If you spot this tale on Amazon, know that it has been stolen. Report the violation.

They met in the middle, Makhus opening his helmet just before they joined in a left-handed handshake. “It’s good to be back,” Zel said, then with a grin, leaned in close. “You won’t believe the things we’ve brought.”

----------------------------------------

To the party’s relief, although their return to Willowdale and the sect at large was met with celebration, it was rather more subdued than any of the numerous feasts they had been subjected to in recent memory. Both Zelsys and Jorfr made known their growth, freely displaying it to the rest of the sect. Victor disappeared into the sect compound and later into the city, citing that he had always wanted to see Willowdale for himself.

Elsewhere in the city, Crovacus Estoras breathed a truly heavy sigh of relief. Finally, he could tone down the aggressive tankman patrols and redirect the resources toward building up Willowdale’s forces now that his strongest deterrence factor had returned. In just the months during which three of the Newman Sect’s Pillars had been gone, a disconcerting number of dangerous beasts, outright monsters, and even legitimate bandit gangs had cropped up within Willowdale’s territory. The number was such that even with the sect’s aid, they simply couldn’t be dealt with quickly enough. Crovacus had no confirmation, of course, but there was not an iota of doubt in his mind that She would go after them of her own volition.

A few days passed.
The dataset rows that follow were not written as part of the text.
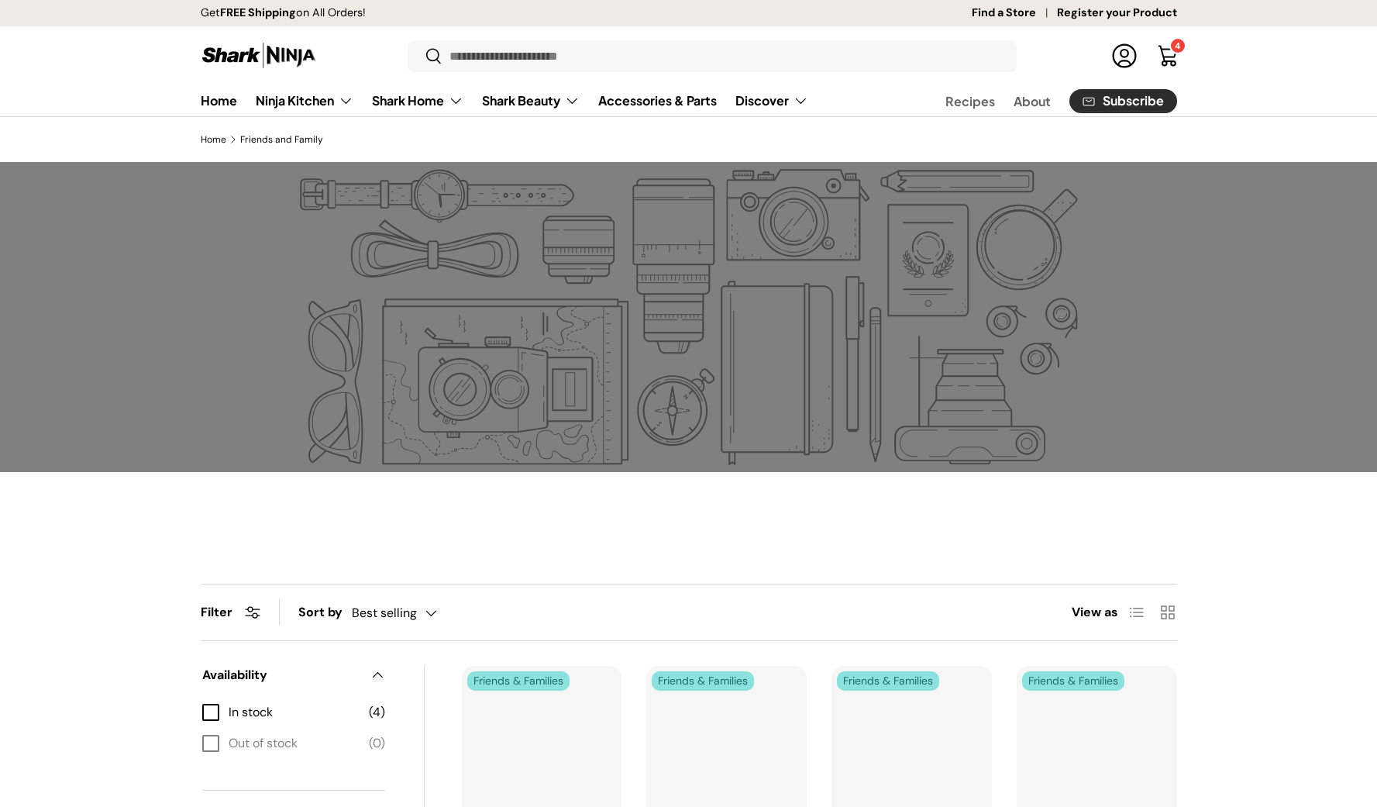 The height and width of the screenshot is (807, 1377). What do you see at coordinates (1032, 101) in the screenshot?
I see `a: About` at bounding box center [1032, 101].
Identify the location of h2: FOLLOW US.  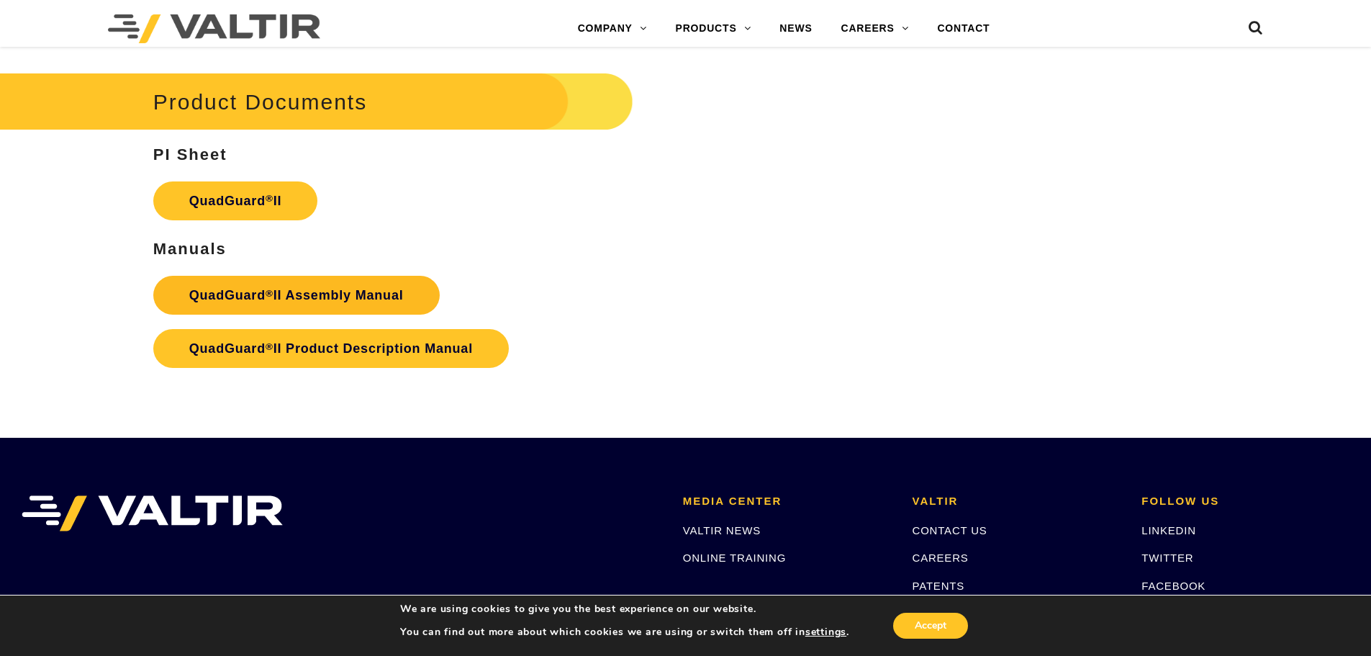
(1245, 501).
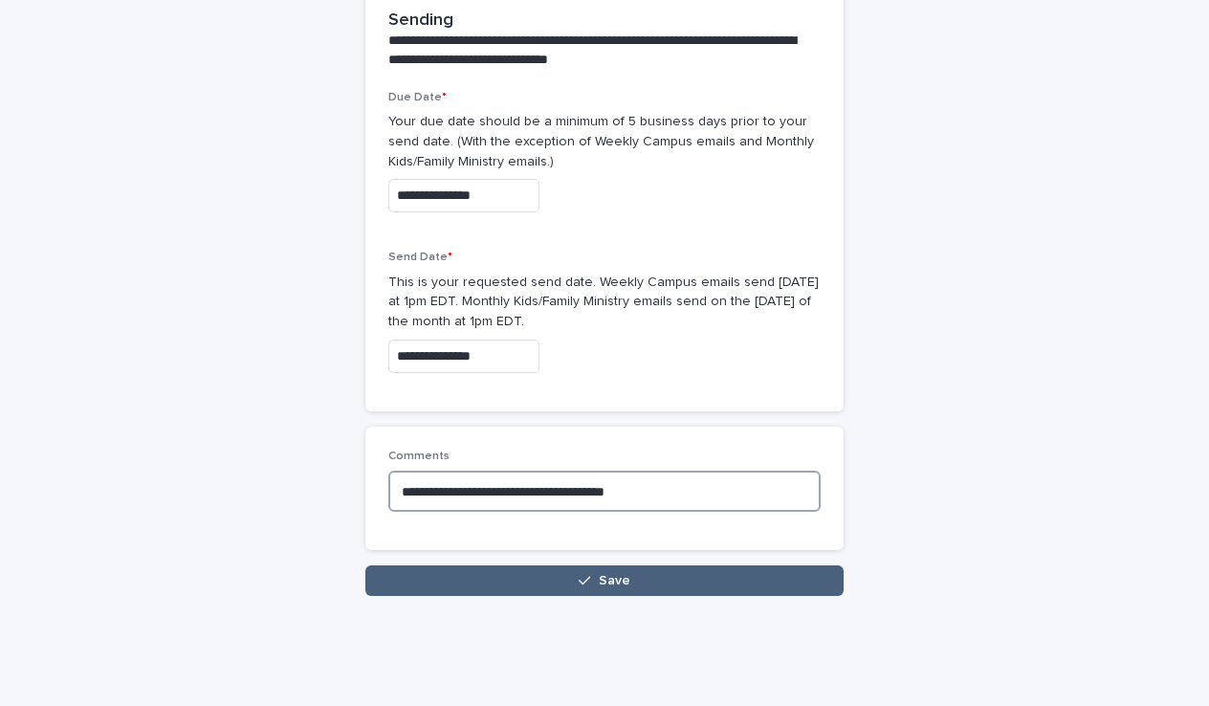 Image resolution: width=1209 pixels, height=706 pixels. What do you see at coordinates (417, 98) in the screenshot?
I see `span: Due Date` at bounding box center [417, 98].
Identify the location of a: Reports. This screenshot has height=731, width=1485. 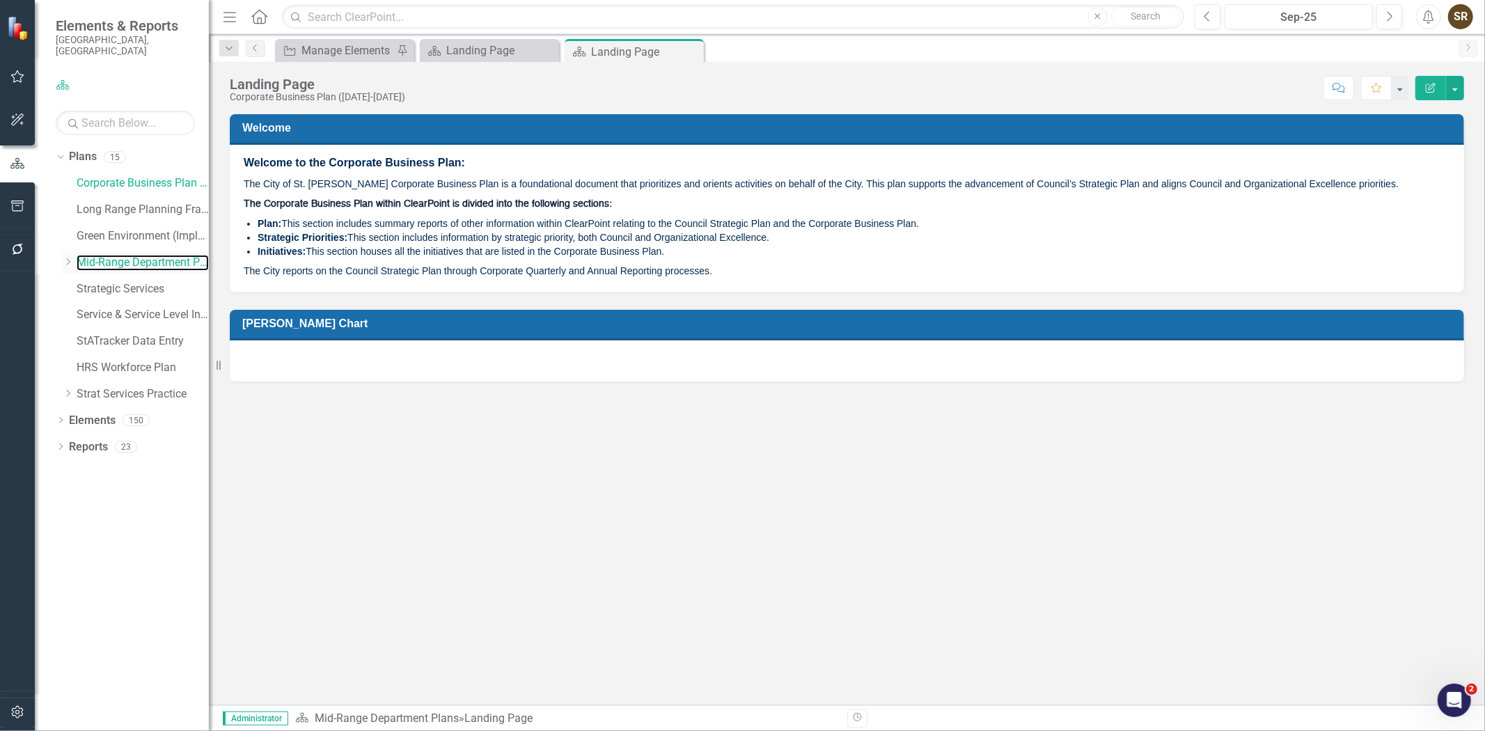
(88, 447).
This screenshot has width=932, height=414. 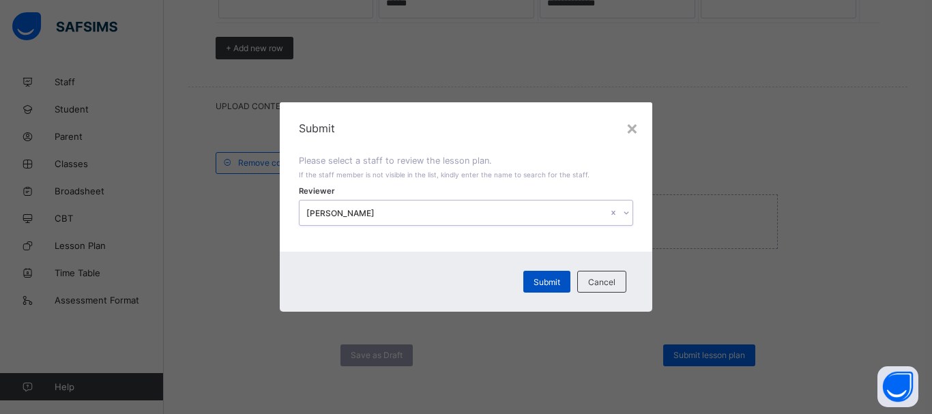 What do you see at coordinates (317, 191) in the screenshot?
I see `span: Reviewer` at bounding box center [317, 191].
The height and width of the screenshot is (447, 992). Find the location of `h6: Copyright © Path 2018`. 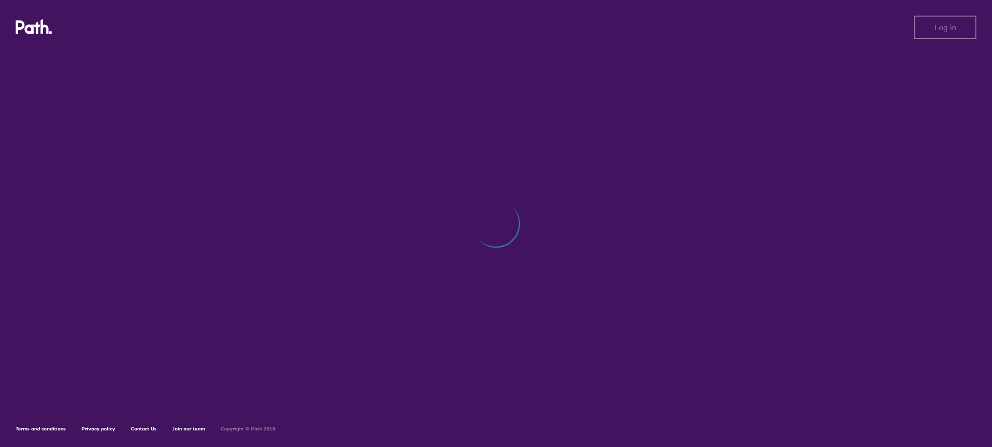

h6: Copyright © Path 2018 is located at coordinates (248, 429).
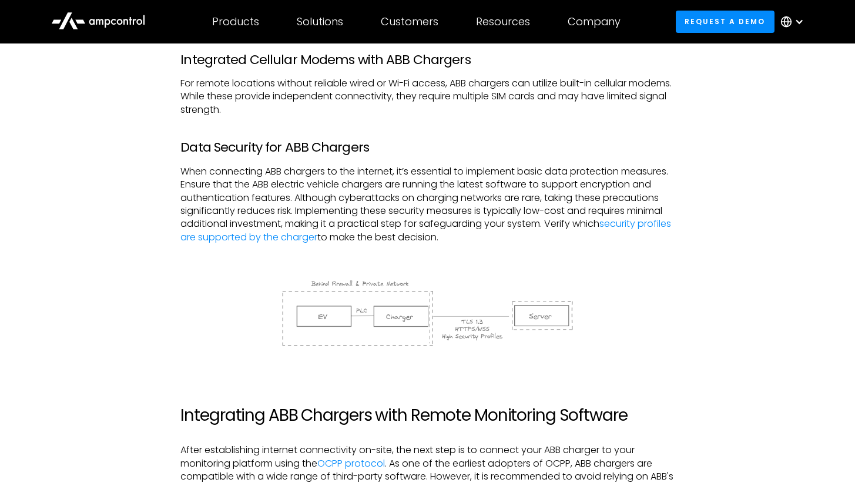  I want to click on div: Company, so click(594, 22).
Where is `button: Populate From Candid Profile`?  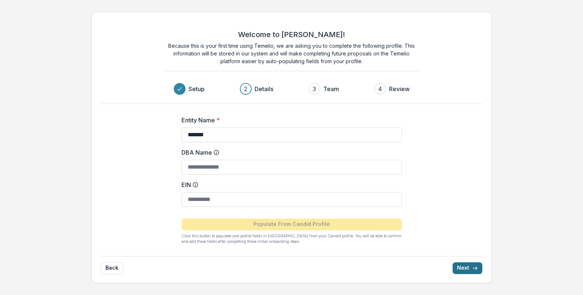
button: Populate From Candid Profile is located at coordinates (292, 225).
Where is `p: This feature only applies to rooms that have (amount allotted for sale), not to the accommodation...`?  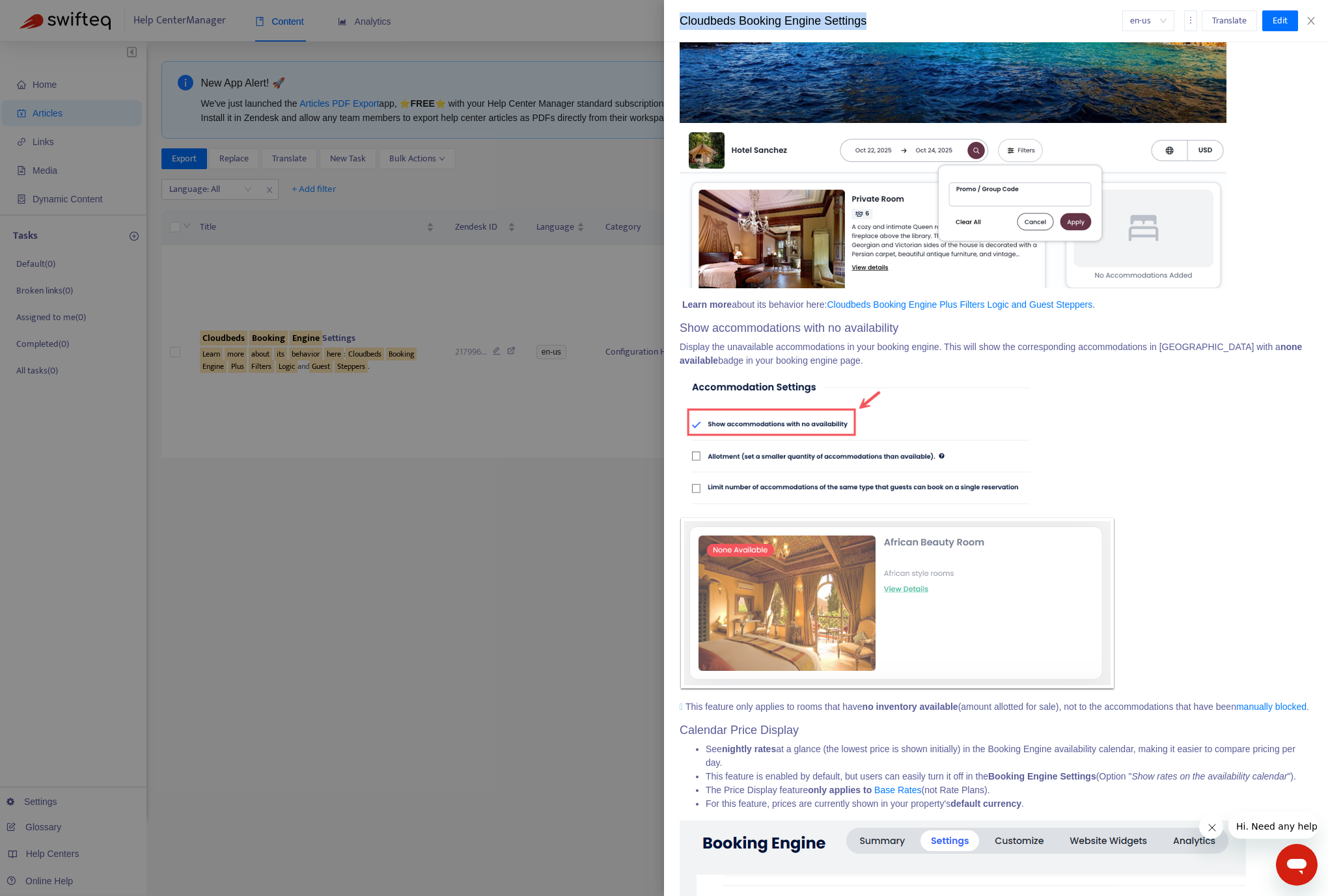 p: This feature only applies to rooms that have (amount allotted for sale), not to the accommodation... is located at coordinates (996, 706).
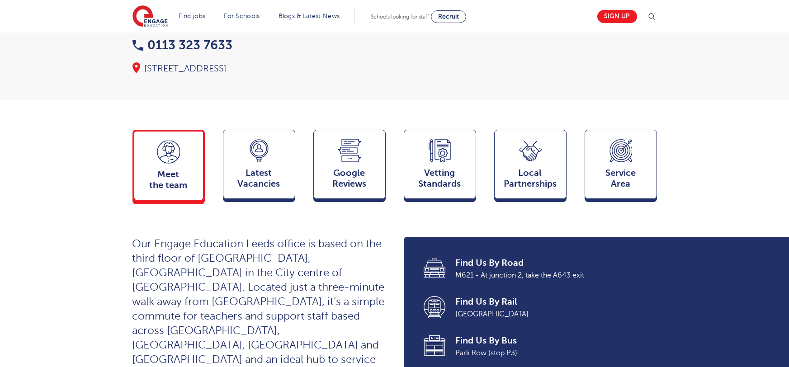 This screenshot has width=789, height=367. What do you see at coordinates (192, 16) in the screenshot?
I see `a: Find jobs` at bounding box center [192, 16].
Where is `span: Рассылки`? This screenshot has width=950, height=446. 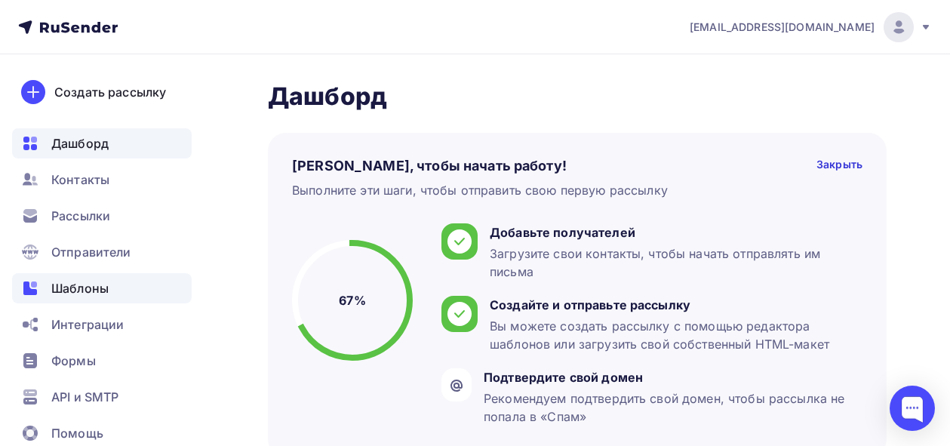 span: Рассылки is located at coordinates (81, 216).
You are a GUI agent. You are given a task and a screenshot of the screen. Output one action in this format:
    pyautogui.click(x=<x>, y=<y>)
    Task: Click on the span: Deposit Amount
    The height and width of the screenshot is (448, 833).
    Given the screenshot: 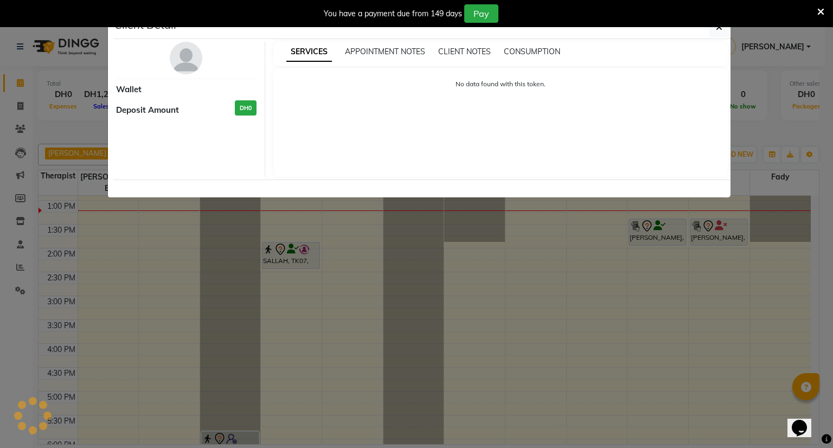 What is the action you would take?
    pyautogui.click(x=147, y=110)
    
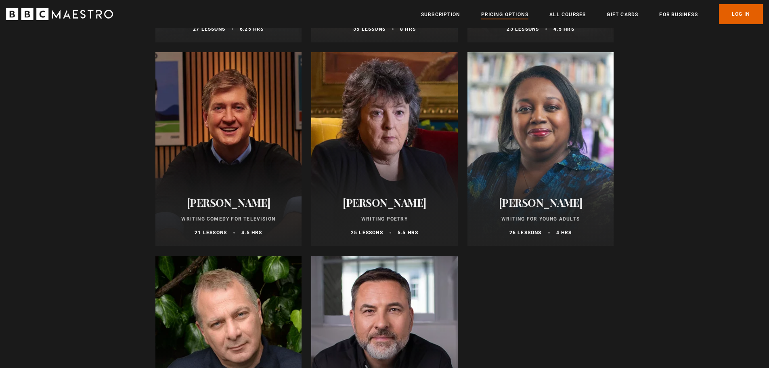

While Zelsys was busy being hounded by Makhus and Ozmir regarding what she had brought from Borea and what was still incoming, Zefaris imposed herself upon Collier. The gunsmith was finally in a place that permitted her to accept walk-ins, though Zefaris readily made it known that she had something truly special to show her and that she would regret refusing or delaying. Zefaris had understated herself; she had much more than just one special thing to show the gunsmith.

Collier examined the revolver up-close, disassembled it, then looked at Zefaris with the eyes of a hungry beast circling its prey. Then, she took the barrel and peered down it, furrowing her brow. She looked angry.

“Whoever did this ain’t a mortal man. This… What the fuck? How did- These are my glyphs, but there’s not a single sign of this being my original barrel. I don’t know how, or that it was even possible, but whoever worked on this for you completely replaced the barrel and transferred my original glyphs onto the inside of it. I thought they were copied, since that’s possible, but no. These’re mine. The ones I put inside Pentacle’s barrel when I first made it, exactly the same ones. Who did this work for you?”

“Ingvald Forgehand. The same blacksmith who worked on reforging Zel’s cleaver.”